Below I quote excerpts on this matter from the book: Dumbing Down Our Kids: Why American Children Feel Good About Themselves but Can Read, Write or Add’ by Charles Sykes (http://www.amazon.com/Dumbing-Down-Our-Kids-Themselves/dp/0312148232):
On page 18/19, he says:
If television cannot account for low achievement, neither does the prevalence of working mothers in American homes. In the international comparisons cited above, researchers identified the family background of the test takers. They found that while 35 percent of the mothers of Minneapolis students were working mothers, so were 30 percent of the Japanese mothers, 33 percent of the mothers in Taipei, and 97 percent of the mothers in Beijing. Stevenson also notes that Americans comfort themselves with stereotypes in which Asian children are pictured as being under great stress from early ages; that Asian children are somehow "easier" to teach than American kids because they are more docile; that there is little to emulate in Asian teaching methods because they stress rote learning and rely on endless, mindless drill of basic skills. While these false stereotypes "allow us to maintain a view of ourselves as relaxed, successful, effective individualists who are creative, innovative, and independent," Stevenson wrote, they are "largely inaccurate."

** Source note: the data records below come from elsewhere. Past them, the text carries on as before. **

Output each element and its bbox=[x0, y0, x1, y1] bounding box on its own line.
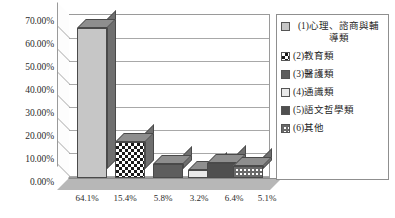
y-axis-tick-label: 20.00% bbox=[0, 131, 54, 141]
y-axis-tick-label: 70.00% bbox=[0, 16, 54, 26]
legend-label-series-4: (4)通識類 bbox=[293, 86, 384, 98]
legend-label-series-6: (6)其他 bbox=[293, 122, 384, 134]
data-label-series-2: 15.4% bbox=[103, 192, 147, 204]
side-wall-rung bbox=[58, 95, 70, 108]
legend-label-series-1: (1)心理、諮商與輔導類 bbox=[293, 20, 384, 44]
y-axis-tick-label: 60.00% bbox=[0, 39, 54, 49]
bar-series-2 bbox=[115, 142, 145, 178]
data-label-series-4: 3.2% bbox=[179, 192, 219, 204]
side-wall-rung bbox=[58, 141, 70, 154]
side-wall-rung bbox=[58, 49, 70, 62]
chart-floor bbox=[57, 178, 270, 190]
legend-label-series-5: (5)語文哲學類 bbox=[293, 104, 384, 116]
legend-swatch-series-6 bbox=[281, 124, 290, 133]
side-wall-rung bbox=[58, 164, 70, 177]
legend-item-series-3: (3)醫護類 bbox=[281, 68, 384, 80]
legend-swatch-series-2 bbox=[281, 52, 290, 61]
legend-swatch-series-1 bbox=[281, 22, 290, 31]
bar-series-6 bbox=[233, 166, 263, 178]
x-axis: 64.1% 15.4% 5.8% 3.2% 6.4% 5.1% bbox=[57, 192, 270, 208]
legend-item-series-1: (1)心理、諮商與輔導類 bbox=[281, 20, 384, 44]
plot-area bbox=[57, 14, 270, 190]
legend-swatch-series-3 bbox=[281, 70, 290, 79]
legend-label-series-3: (3)醫護類 bbox=[293, 68, 384, 80]
data-label-series-6: 5.1% bbox=[247, 192, 287, 204]
y-axis-tick-label: 10.00% bbox=[0, 154, 54, 164]
legend-item-series-6: (6)其他 bbox=[281, 122, 384, 134]
legend-swatch-series-4 bbox=[281, 88, 290, 97]
legend-item-series-4: (4)通識類 bbox=[281, 86, 384, 98]
legend-item-series-5: (5)語文哲學類 bbox=[281, 104, 384, 116]
bar-front-face bbox=[153, 164, 183, 178]
chart-figure: 70.00% 60.00% 50.00% 40.00% 30.00% 20.00… bbox=[0, 0, 395, 218]
side-wall-rung bbox=[58, 72, 70, 85]
y-axis-tick-label: 30.00% bbox=[0, 108, 54, 118]
y-axis-tick-label: 50.00% bbox=[0, 62, 54, 72]
side-wall-rung bbox=[58, 26, 70, 39]
chart-legend: (1)心理、諮商與輔導類 (2)教育類 (3)醫護類 (4)通識類 (5)語文哲… bbox=[276, 14, 389, 180]
legend-item-series-2: (2)教育類 bbox=[281, 50, 384, 62]
side-wall-rung bbox=[58, 118, 70, 131]
bar-front-face bbox=[77, 28, 107, 178]
y-axis: 70.00% 60.00% 50.00% 40.00% 30.00% 20.00… bbox=[0, 16, 56, 186]
chart-side-wall bbox=[57, 2, 69, 178]
bar-series-1 bbox=[77, 28, 107, 178]
bar-series-3 bbox=[153, 164, 183, 178]
y-axis-tick-label: 40.00% bbox=[0, 85, 54, 95]
chart-floor-surface bbox=[57, 178, 282, 190]
data-label-series-3: 5.8% bbox=[143, 192, 183, 204]
y-axis-tick-label: 0.00% bbox=[0, 177, 54, 187]
legend-label-series-2: (2)教育類 bbox=[293, 50, 384, 62]
bar-front-face bbox=[233, 166, 263, 178]
bar-front-face bbox=[115, 142, 145, 178]
legend-swatch-series-5 bbox=[281, 106, 290, 115]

Asian students may work hard, but researchers have found no evidence that they “suffer greater psychological distress or a greater incidence of suicide than exists in Western children.” Nor is there much support for theories that attribute higher levels of Asian achievement to genetically superior intelligences.
If demographics, television, IQ, and money do not account for the differences, attitudes certainly do. Americans have very different assumptions than do their Asian counterparts about the appropriate role parents should play in the education of their children. Asians, according to Stevenson, expect schools to develop academic skills, while they believe it is up to the home to support the schools and to provide a “healthy emotional environment.” In contrast, Americans expect more of their schools and ¬ less of themselves. Stevenson says that many Americans “seem to expect that schools will take on responsibility for many more aspects of the child’s life,” including family roles, sex, drugs, minority relations, illnesses, nutrition, and fire prevention.
And on page 296 he says:
[b]In his cross-cultural studies of schools in the United States, Japan, and China, researcher Harold Stevenson attributed significant differences in achievement levels not simply to differing approaches to schooling, but also to the very different approaches to their children's education by Asian and American parents. "Chinese and Japanese children know that they will have free time only after they have completed the day's schoolwork," he found. "In American families, leisure activities and schoolwork compete for the child's time." American parents do not like what they regard as excessive homework and frequently express distaste for schoolwork if it interferes with other activities they think should be given equal or even greater value.’’[/b]
Sykes goes on and on about the matter, and it makes a whole lot of sense to me.
So Gladwell saying Asians do better in math because of hard work on rice fields is an untruth. They do very well in other endeavours of life too: academics, music, sports etc. Further, all his other reasons (like comparing number systems of the Chinese with that of Americans and trying to make it seem like number systems is what has given the Chinese an advantage) are untrue. I bet if the Chinese had a more difficult number structure, they would still come out tops. Why? Because they work so hard. With hard work, you can leverage your disadvantages. Okay, how would he explain the fact that even Asian-Americans and Asian-British (like Moshe Kai and the Ahmed brothers) who use the English number system still come out tops? Asians do well simply because they are willing to put in their several thousand hours of deliberate practice, which according to Anders Ericsson, is what makes for expertise.